Stop romanticizing the return to the Gaza border

About 105 years ago, the words attributed to Joseph Trumpeldor, “It is good to die for our country,” became a cornerstone of Israeli national consciousness. This statement, born from a reality of war and sacrifice, has shaped the Israeli narrative for generations, a narrative that celebrates resilience, dedication, and a willingness to pay a personal price for the country.
But in 2026, after October 7, these words no longer sound to me like heroism. They sound like an excuse. As someone who survived the massacre in the Gaza border region, I understand today that this myth does not remain in the past. It continues to govern the present. It allows the State of Israel to expect people to return to living in the line of fire without creating a new security situation, a real solution, or a meaningful alternative.
As far back as Operation Cast Lead in 2008, we developed the habit of leaving the kibbutz when the situation “heated up.” Our parents sent us to live in central Israel for short periods, in a desperate attempt to protect us. It was there that I first experienced the gap between the Gaza border region and the rest of the country. A drive of an hour and a half separated a life in which I was running for shelter every few hours from a life that continued as usual. Cafés were full, public transportation ran normally, and routine was preserved. That contrast made it clear to me how the risk we lived with was seen as a local problem, not a national one.
This gap was not accidental, nor was it the result of a single operation. It was built over years, since the early 2000s, when the security reality in the Gaza envelope seemed temporary but quickly became a daily routine. Since then, the gunfire has never truly stopped. Over the years, the state offered Gaza border residents a range of economic benefits. These were tools designed to preserve a situation of ongoing risk — a smokescreen meant to make us feel valued, instead of providing lasting security and protection. The message was clear: you are the defensive line. You are the buffer. As if money could compensate for living under constant threat.
I remember the morning of October 7. I was sitting in the attic, hearing voices in Arabic around the house. I could not understand why I was the one expected to pay the ultimate price. Why should a 28-year-old woman die simply because of where she lives? What did I do to deserve a death sentence because my parents chose a kibbutz based on ideals of solidarity and shared living? At that moment, I understood that life in the Gaza border region was no longer just a housing choice; it had become an act of sacrifice, even though none of us truly chose it.
Today, two years after the war began, about 90 percent of residents in the Eshkol Regional Council have returned home. Yet explosions are still heard, and Hamas is not ready to disarm. Life in the so-called “return to routine” feels closer to October 6 than to a new beginning. Instead of preventing another abandonment, the government is focusing on rebranding the situation. It is time to stop romanticizing the return to the Gaza border. Return must be a real choice, not a quiet obligation. This requires a clear and transparent security policy for the Gaza border region, long-term civilian protection that does not rely on constant emergency response, and full accountability for the failures of October 7. Without these conditions, return is not rebuilding; it is repetition.
It is true that today, due to regional threats, no place in Israel feels entirely safe. In that sense, risk has expanded. But there is a critical difference between a shared national threat and a permanent policy of exposure. Most Israelis live with danger as an emergency. Gaza border residents live with it as routine. When an emergency becomes permanent, the burden is no longer equally shared.
After such a traumatic event, we must ask ourselves which values we are raising our society on. How far should love of country go? Do resilience, solidarity, and Zionism protect life, or do they continue to be excuses for risk?
The state must reexamine its policy toward Gaza border residents, those who feel abandoned and are no longer willing to carry the responsibility for national security by themselves. This is the moment to establish a body that will lead real change and take responsibility for civilian security and regional peace. Years of containment, delay, and avoidance have solved nothing. Enough is enough. After the barrier collapsed with the security conception on October 7, the question of what has replaced it remains unanswered, and without an answer, life in the Gaza envelope cannot continue as usual.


» TASK ITEM: Retype the data that follows line by line, exactly, and leave its pictures out.

» EXERCISE INPUT:
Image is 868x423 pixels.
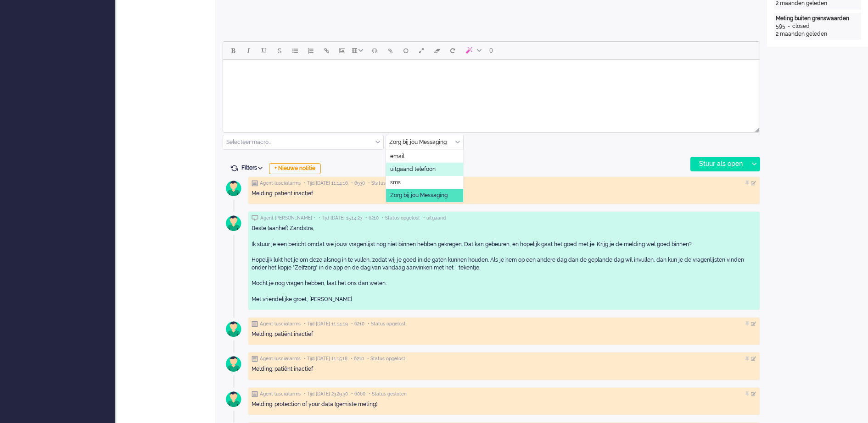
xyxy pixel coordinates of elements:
span: email [390,152,404,160]
img: ic_note_grey.svg [251,391,258,397]
button: 0 [485,42,498,58]
span: • Tijd [DATE] 23:29:30 [303,391,348,397]
span: • Status open [368,181,398,187]
li: uitgaand telefoon [386,163,463,176]
span: uitgaand telefoon [390,166,436,174]
button: Fullscreen [414,42,430,58]
div: Melding: patiënt inactief [251,366,757,374]
img: avatar [222,212,245,234]
span: • 6930 [351,181,365,187]
span: • Status gesloten [369,391,407,397]
button: Reset content [445,42,460,58]
button: Bullet list [288,42,303,58]
button: Clear formatting [430,42,445,58]
div: + Nieuwe notitie [269,163,321,174]
span: • Tijd [DATE] 11:14:19 [303,321,348,328]
span: • uitgaand [423,215,445,221]
div: Resize [752,124,760,132]
img: ic_note_grey.svg [251,321,258,328]
iframe: Rich Text Area [223,60,760,124]
span: • Status opgelost [368,321,406,328]
span: • Tijd [DATE] 11:15:18 [303,356,348,362]
span: Filters [242,165,266,171]
div: closed [792,22,810,30]
button: Emoticons [367,42,382,58]
li: email [386,150,463,163]
button: Italic [241,42,256,58]
span: • 6210 [351,321,364,328]
span: sms [390,179,400,187]
button: Table [350,42,367,58]
span: Agent lusciialarms [260,391,301,397]
img: avatar [222,318,245,341]
button: Underline [256,42,272,58]
span: 0 [490,47,493,54]
img: avatar [222,177,245,200]
span: Agent [PERSON_NAME] • [260,215,316,221]
div: Melding: protection of your data (gemiste meting) [251,401,757,409]
span: Zorg bij jou Messaging [390,192,447,199]
div: 2 maanden geleden [775,30,859,38]
span: • Tijd [DATE] 11:14:16 [303,181,348,187]
div: Beste (aanhef) Zandstra, Ik stuur je een bericht omdat we jouw vragenlijst nog niet binnen hebben... [251,225,757,303]
span: • Status opgelost [382,215,420,221]
img: ic_chat_grey.svg [251,215,258,221]
li: sms [386,176,463,189]
span: • Status opgelost [367,356,405,362]
span: Agent lusciialarms [260,181,301,187]
button: Numbered list [303,42,318,58]
li: Zorg bij jou Messaging [386,189,463,202]
div: Melding: patiënt inactief [251,330,757,338]
div: Meting buiten grenswaarden [775,15,859,22]
img: ic_note_grey.svg [251,356,258,362]
button: Delay message [398,42,414,58]
img: avatar [222,352,245,375]
div: 595 [775,22,785,30]
button: Strikethrough [272,42,288,58]
button: Add attachment [382,42,398,58]
span: • 6210 [365,215,378,221]
span: • Tijd [DATE] 15:14:23 [318,215,363,221]
div: - [785,22,792,30]
img: avatar [222,388,245,411]
span: • 6210 [351,356,364,362]
button: Insert/edit image [334,42,350,58]
button: Insert/edit link [318,42,334,58]
button: AI [460,42,485,58]
div: Stuur als open [691,157,748,171]
span: • 6060 [351,391,365,397]
span: Agent lusciialarms [260,321,301,328]
div: Melding: patiënt inactief [251,189,757,197]
button: Bold [225,42,241,58]
img: ic_note_grey.svg [251,181,258,187]
span: Agent lusciialarms [260,356,301,362]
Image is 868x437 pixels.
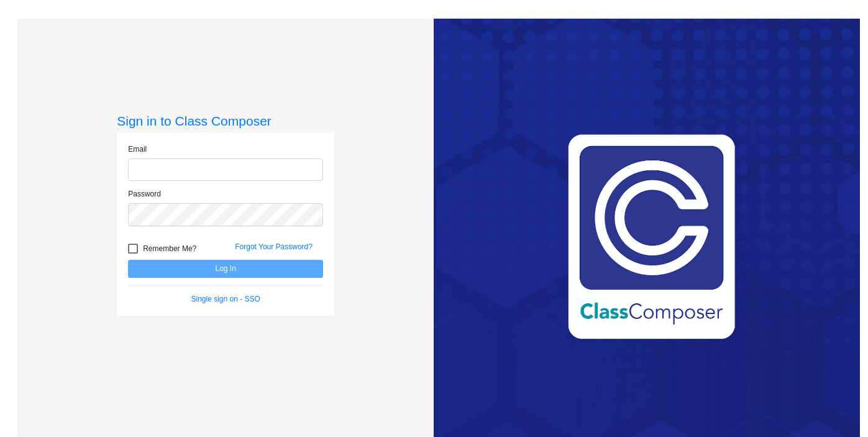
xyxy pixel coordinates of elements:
[235,243,313,251] a: Forgot Your Password?
[143,242,197,256] span: Remember Me?
[128,144,147,154] label: Email
[192,294,260,303] a: Single sign on - SSO
[128,260,323,278] button: Log In
[128,189,161,199] label: Password
[117,113,334,129] h3: Sign in to Class Composer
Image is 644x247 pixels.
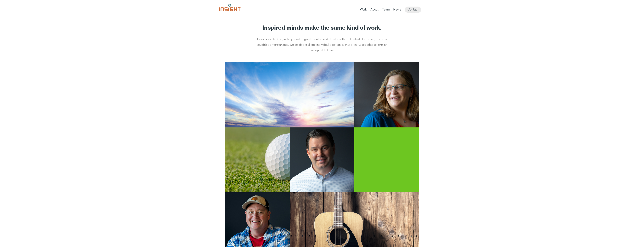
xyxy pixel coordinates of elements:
[405,7,421,13] a: Contact
[360,7,425,13] nav: primary navigation menu
[393,7,401,13] a: News
[252,36,392,53] p: Like-minded? Sure, in the pursuit of great creative and client results. But outside the office, o...
[354,63,419,127] img: Jill Smith
[289,127,355,193] img: Roger Nolan
[382,7,390,13] a: Team
[225,25,419,31] h1: Inspired minds make the same kind of work.
[360,7,367,13] a: Work
[219,4,240,11] img: Insight Marketing Design
[370,7,379,13] a: About
[225,63,419,127] a: Jill Smith
[225,127,419,193] a: Roger Nolan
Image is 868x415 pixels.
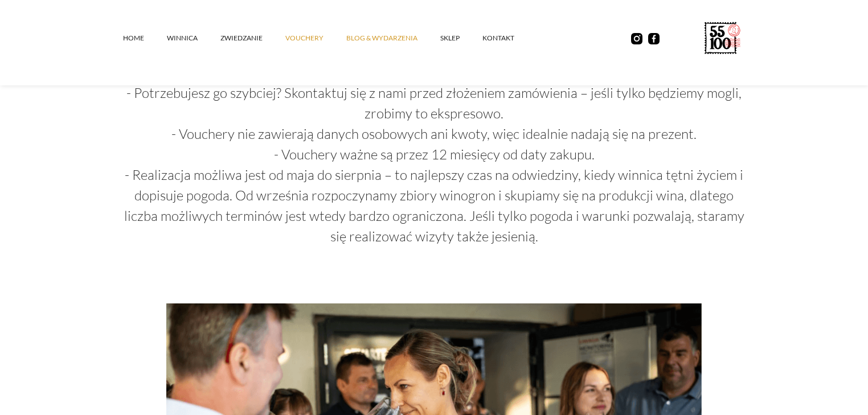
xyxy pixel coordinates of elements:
[167,21,221,56] a: winnica
[440,21,483,56] a: SKLEP
[285,21,347,56] a: vouchery
[221,21,285,56] a: ZWIEDZANIE
[347,21,440,56] a: Blog & Wydarzenia
[123,21,167,56] a: Home
[123,62,745,246] p: - Voucher otrzymasz mailowo w formie elektronicznej (PDF) do 24 godzin od zakupu. - Potrzebujesz ...
[483,21,537,56] a: kontakt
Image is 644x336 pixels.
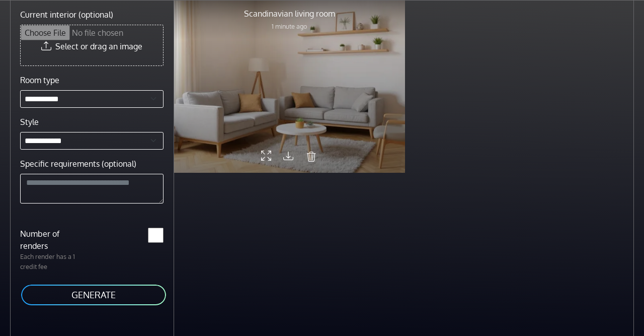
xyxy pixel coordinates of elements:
label: Number of renders [14,228,91,251]
label: Current interior (optional) [20,8,113,21]
label: Specific requirements (optional) [20,158,136,170]
button: GENERATE [20,283,167,306]
p: 1 minute ago [244,21,335,31]
p: Scandinavian living room [244,8,335,20]
label: Room type [20,74,59,86]
label: Style [20,116,39,128]
p: Each render has a 1 credit fee [14,251,91,271]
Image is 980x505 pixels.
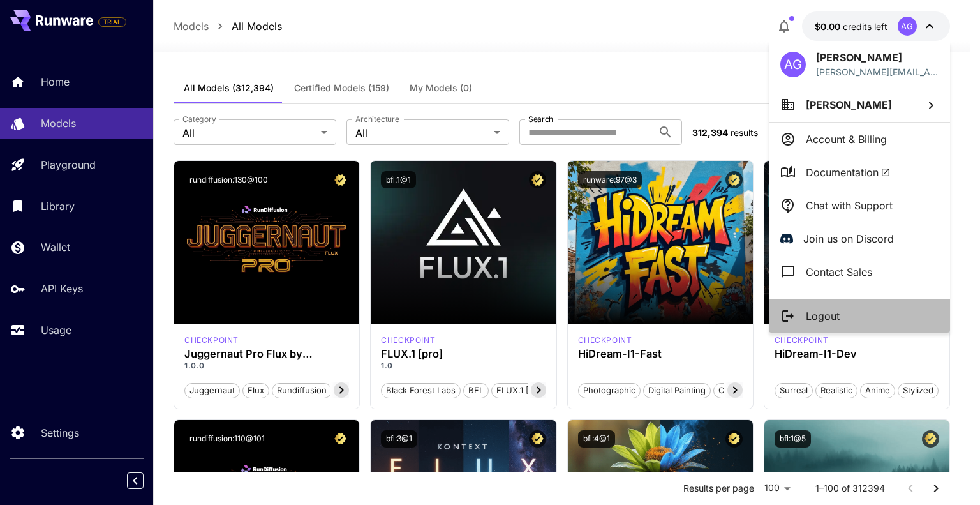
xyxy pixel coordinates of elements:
p: Chat with Support [806,198,892,213]
p: Logout [806,308,840,324]
p: Account & Billing [806,131,887,147]
p: Join us on Discord [803,231,894,246]
div: anthony.gill@epsilon.com [816,65,938,78]
span: Documentation [806,164,891,180]
button: [PERSON_NAME] [769,88,950,122]
p: [PERSON_NAME] [816,50,938,65]
p: [PERSON_NAME][EMAIL_ADDRESS][PERSON_NAME][DOMAIN_NAME] [816,65,938,78]
div: AG [780,51,806,77]
span: [PERSON_NAME] [806,98,892,111]
p: Contact Sales [806,264,872,280]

» REPLY TO THE TASK:
Image is 868x423 pixels.
xyxy pixel coordinates of elements:
span: email [390,152,404,160]
img: ic_note_grey.svg [251,391,258,397]
button: 0 [485,42,498,58]
span: • Tijd [DATE] 23:29:30 [303,391,348,397]
span: • Status open [368,181,398,187]
li: uitgaand telefoon [386,163,463,176]
span: uitgaand telefoon [390,166,436,174]
button: Fullscreen [414,42,430,58]
div: Melding: patiënt inactief [251,366,757,374]
img: avatar [222,212,245,234]
span: • 6930 [351,181,365,187]
span: • Status gesloten [369,391,407,397]
button: Reset content [445,42,460,58]
button: Bullet list [288,42,303,58]
button: Clear formatting [430,42,445,58]
div: + Nieuwe notitie [269,163,321,174]
span: • Tijd [DATE] 11:14:19 [303,321,348,328]
span: • uitgaand [423,215,445,221]
div: Resize [752,124,760,132]
img: ic_note_grey.svg [251,321,258,328]
iframe: Rich Text Area [223,60,760,124]
span: • Status opgelost [368,321,406,328]
span: • Tijd [DATE] 11:15:18 [303,356,348,362]
span: Filters [242,165,266,171]
div: closed [792,22,810,30]
button: Emoticons [367,42,382,58]
li: email [386,150,463,163]
button: Italic [241,42,256,58]
span: • 6210 [351,321,364,328]
span: sms [390,179,400,187]
button: Table [350,42,367,58]
span: Agent lusciialarms [260,391,301,397]
img: avatar [222,318,245,341]
button: Underline [256,42,272,58]
span: 0 [490,47,493,54]
img: avatar [222,177,245,200]
span: Agent [PERSON_NAME] • [260,215,316,221]
div: Melding: protection of your data (gemiste meting) [251,401,757,409]
span: Zorg bij jou Messaging [390,192,447,199]
div: 2 maanden geleden [775,30,859,38]
span: • Tijd [DATE] 11:14:16 [303,181,348,187]
div: Beste (aanhef) Zandstra, Ik stuur je een bericht omdat we jouw vragenlijst nog niet binnen hebben... [251,225,757,303]
span: • Status opgelost [382,215,420,221]
img: ic_chat_grey.svg [251,215,258,221]
li: sms [386,176,463,189]
span: • Status opgelost [367,356,405,362]
span: Agent lusciialarms [260,181,301,187]
button: Numbered list [303,42,318,58]
li: Zorg bij jou Messaging [386,189,463,202]
div: Melding: patiënt inactief [251,330,757,338]
div: Meting buiten grenswaarden [775,15,859,22]
img: ic_note_grey.svg [251,356,258,362]
button: Delay message [398,42,414,58]
img: avatar [222,352,245,375]
div: 595 [775,22,785,30]
button: Strikethrough [272,42,288,58]
button: Add attachment [382,42,398,58]
span: • 6210 [365,215,378,221]
span: • Tijd [DATE] 15:14:23 [318,215,363,221]
div: - [785,22,792,30]
img: avatar [222,388,245,411]
span: • 6210 [351,356,364,362]
button: Insert/edit image [334,42,350,58]
button: Insert/edit link [318,42,334,58]
button: AI [460,42,485,58]
div: Stuur als open [691,157,748,171]
span: • 6060 [351,391,365,397]
span: Agent lusciialarms [260,321,301,328]
div: Melding: patiënt inactief [251,189,757,197]
button: Bold [225,42,241,58]
img: ic_note_grey.svg [251,181,258,187]
span: Agent lusciialarms [260,356,301,362]
Image is 868x437 pixels.
xyxy pixel coordinates of elements:
[235,243,313,251] a: Forgot Your Password?
[143,242,197,256] span: Remember Me?
[128,144,147,154] label: Email
[192,294,260,303] a: Single sign on - SSO
[128,260,323,278] button: Log In
[128,189,161,199] label: Password
[117,113,334,129] h3: Sign in to Class Composer
Image is 644x247 pixels.
xyxy pixel coordinates of elements:
[405,7,421,13] a: Contact
[360,7,425,13] nav: primary navigation menu
[393,7,401,13] a: News
[252,36,392,53] p: Like-minded? Sure, in the pursuit of great creative and client results. But outside the office, o...
[354,63,419,127] img: Jill Smith
[289,127,355,193] img: Roger Nolan
[382,7,390,13] a: Team
[225,25,419,31] h1: Inspired minds make the same kind of work.
[360,7,367,13] a: Work
[219,4,240,11] img: Insight Marketing Design
[370,7,379,13] a: About
[225,63,419,127] a: Jill Smith
[225,127,419,193] a: Roger Nolan
Image is 868x415 pixels.
xyxy pixel coordinates of elements:
[167,21,221,56] a: winnica
[440,21,483,56] a: SKLEP
[285,21,347,56] a: vouchery
[221,21,285,56] a: ZWIEDZANIE
[347,21,440,56] a: Blog & Wydarzenia
[123,21,167,56] a: Home
[123,62,745,246] p: - Voucher otrzymasz mailowo w formie elektronicznej (PDF) do 24 godzin od zakupu. - Potrzebujesz ...
[483,21,537,56] a: kontakt
Image is 644x336 pixels.
xyxy pixel coordinates of elements:
label: Number of renders [14,228,91,251]
label: Current interior (optional) [20,8,113,21]
label: Specific requirements (optional) [20,158,136,170]
button: GENERATE [20,283,167,306]
p: 1 minute ago [244,21,335,31]
p: Scandinavian living room [244,8,335,20]
label: Room type [20,74,59,86]
label: Style [20,116,39,128]
p: Each render has a 1 credit fee [14,251,91,271]
Image is 980x505 pixels.
xyxy pixel coordinates of elements:
p: Chat with Support [806,198,892,213]
p: Logout [806,308,840,324]
p: Account & Billing [806,131,887,147]
p: Join us on Discord [803,231,894,246]
div: anthony.gill@epsilon.com [816,65,938,78]
span: Documentation [806,164,891,180]
button: [PERSON_NAME] [769,88,950,122]
p: [PERSON_NAME] [816,50,938,65]
p: [PERSON_NAME][EMAIL_ADDRESS][PERSON_NAME][DOMAIN_NAME] [816,65,938,78]
div: AG [780,51,806,77]
span: [PERSON_NAME] [806,98,892,111]
p: Contact Sales [806,264,872,280]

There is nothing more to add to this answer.